ICYMI
Death Does Not End at the Sea (Nebraska, 2025) was shortlisted for the Griffin Poetry Prize. Winners to be announced June 3. Adesina’s collection was also selected as the winner for the 2026 Anisfield-Wolf Book Awards in Poetry.

Jennifer Perrine, author of No Confession, No Mass (Nebraska, 2015), is the winner of the 2026 Oregon Book Award in Poetry for her new book, Beautiful Outlaw.

Reviews

Review in New Mexico Historical Review:
“The notes and bibliography may be one of the greatest gifts to future researchers of the subject, especially graduate students seeking out new histories to reveal or familiar stories to reinterpret. Deutsch’s work is a welcome and important addition to the field and deserves a place on the shelf of all historians of the American West.”
On the Overland Trails with William Clark

Review in Overland Journal:
“Modern readers will find the work both entertaining and informative.”
The Education of Clarence Three Stars

Review in Tribal College Journal:
“Burnham’s text celebrates the life of a Native American man who is, to draw from the book’s preface, neither a warrior nor a hopeless victim. . . . The text is a must-read for scholars of modern American history.”

Review in Epoch Literary:
“In Death Does Not End at the Sea, Adesina has crafted a book that is both elegy and invocation, archive and prophecy. His language is lush yet disciplined, his images devastating yet tender.”

Review in Anthropos Review:
“My Grandfather’s Altar is a compelling and enlightening read that honors the legacy of Lakota spirituality while addressing contemporary issues faced by Indigenous communities.”
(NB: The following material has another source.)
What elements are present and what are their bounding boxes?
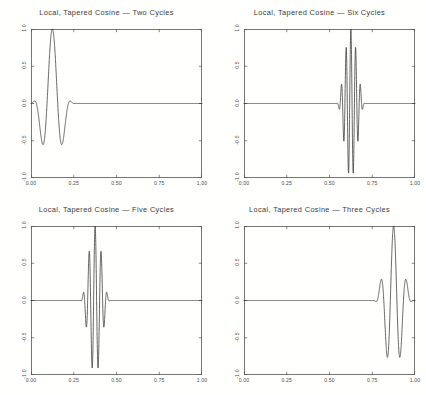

Review in New Mexico Historical Review:
“Hill successfully demonstrates how women in roles of leadership were key to promoting the United States’ vision of settlement and conquest.”

Review in American Historical Review:
“Indigenous Sacraments is an excellent work of scholarship that contributes in significant ways to a better understanding of the dynamics established between European colonizers and Indigenous peoples in the fringes of Spanish America.

Review in Early Modern Women:
“This is a stimulating volume that brings much new work to light and is punctuated by implicit reminders of the ongoing challenges of exclusionist discourses.”